TASK GOAL: Your answer should be the exact lines of the data below from the one containing "You are a GUI" through the one containing "The image size is (980, 408)."; please include nothing else.

::::::::

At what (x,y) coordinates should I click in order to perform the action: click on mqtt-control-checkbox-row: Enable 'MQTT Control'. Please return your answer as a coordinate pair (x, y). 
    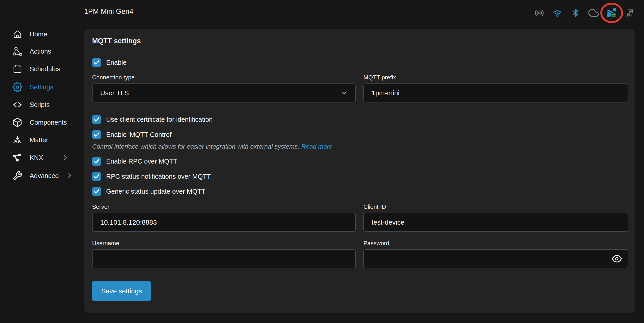
    Looking at the image, I should click on (132, 135).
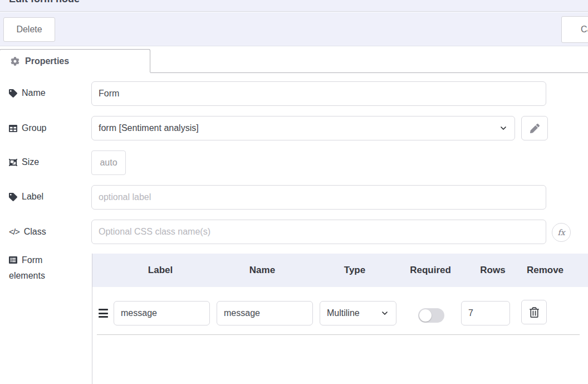 The width and height of the screenshot is (588, 384). Describe the element at coordinates (534, 312) in the screenshot. I see `element-remove-button` at that location.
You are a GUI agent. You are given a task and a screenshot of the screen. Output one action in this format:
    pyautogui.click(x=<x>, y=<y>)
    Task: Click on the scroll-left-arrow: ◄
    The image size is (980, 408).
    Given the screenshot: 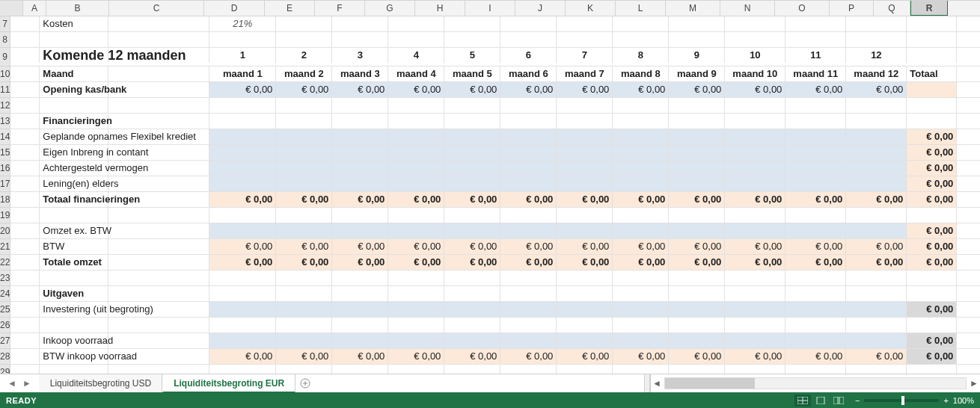 What is the action you would take?
    pyautogui.click(x=657, y=383)
    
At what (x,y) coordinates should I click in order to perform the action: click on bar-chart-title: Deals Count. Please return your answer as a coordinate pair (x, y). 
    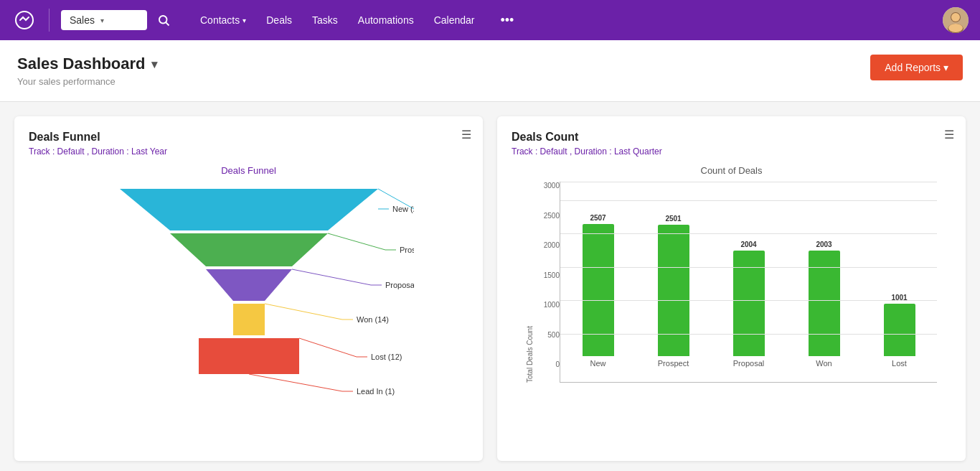
    Looking at the image, I should click on (732, 137).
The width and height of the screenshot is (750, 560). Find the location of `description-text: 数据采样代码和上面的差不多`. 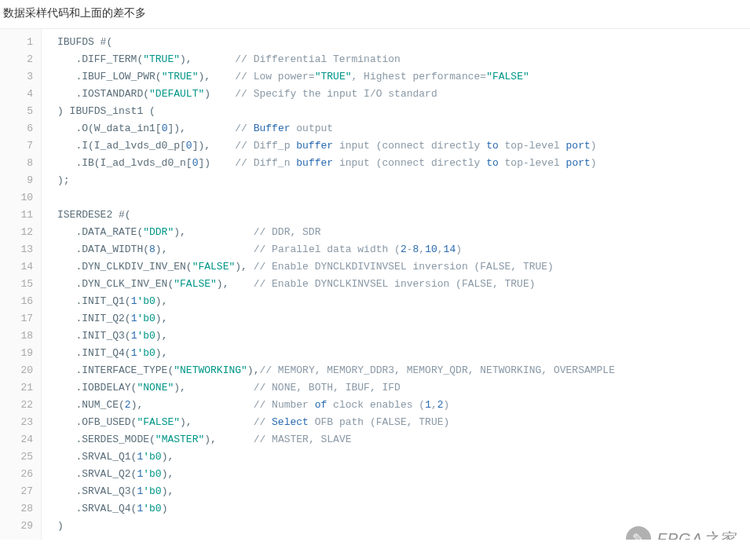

::::::::

TASK RESULT:
You are a GUI agent. You are given a task and a screenshot of the screen. Output one action in this format:
    pyautogui.click(x=<x>, y=<y>)
    Task: Click on the scroll-left-arrow: ◄
    The image size is (980, 408).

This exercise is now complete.